Local people launch paper airplanes during a Last Flight mourning ceremony on the tenth anniversary of the MH17 crash near the village of Hrabove, in the Donetsk region, 17 July 2024. Photo: EPA/ALESSANDRO GUERRA
Russia has filed an appeal at the International Court of Justice (ICJ) against a verdict by the UN’s top aviation agency deeming it culpable for the downing of Malaysia Airlines Flight MH17, the Russian Foreign Ministry announced on Thursday.
In May, the UN’s International Civil Aviation Organization (ICAO) Council ruled that Russia was responsible for the plane’s downing over the Donetsk region, eastern Ukraine, which killed 298 people in July 2014.

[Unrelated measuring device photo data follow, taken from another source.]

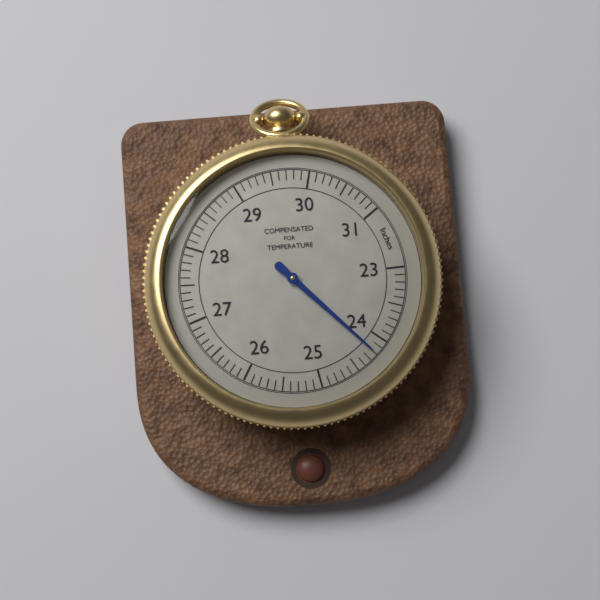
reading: 24.2 inches
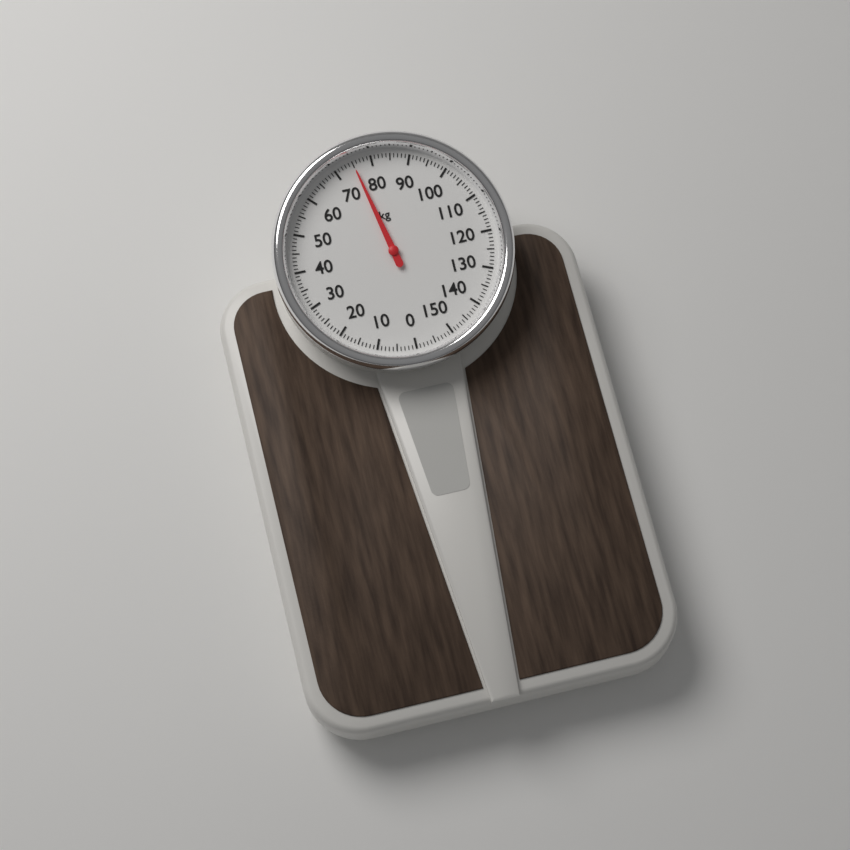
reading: 75 kg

In its statement published Thursday, the Russian Foreign Ministry condemned the ICAO Council’s May decision as “unfounded,” arguing that the body had failed to conduct a “full, thorough, and independent” investigation into the crash and had instead relied on the “highly questionable results” of a Dutch-led inquiry and “fabricated evidence” supplied by Ukraine.
The Russian Foreign Ministry said it would appeal the ICAO Council’s ruling “in all aspects,” while emphasising that submitting the appeal “in no way legitimises or recognises any ICAO Council decisions in this case,” which it previously declared invalid.
Moscow’s ICJ appeal breathes new life into an international legal affair that began in March 2022 when Australia and the Netherlands, whose citizens made up the majority of the crash’s victims, filed a complaint against Russia with the ICAO Council at the UN.
The complaint, which alleged that MH17’s downing amounted to a Russian violation of international aviation law, cited the findings of a joint investigation concluded in 2019 by the Netherlands, Australia, Malaysia, Belgium, and Ukraine, which found the aircraft had been struck by a Russian-made Buk missile system that had been brought into separatist-controlled territory in Ukraine from Russia.
In June 2024, Russia declared it would stop taking part in the proceedings, claiming that it did not recognise the ICAO Council’s jurisdiction over the matter.
The ICAO Council is the permanent governing body whose responsibility it is to adopt international aviation standards and arbitrate disputes between the ICAO’s 193 member states, including Russia. According to its founding document, the Chicago Convention of 1947, any country that is a member of the ICAO may not use weapons against civilian aircraft in flight.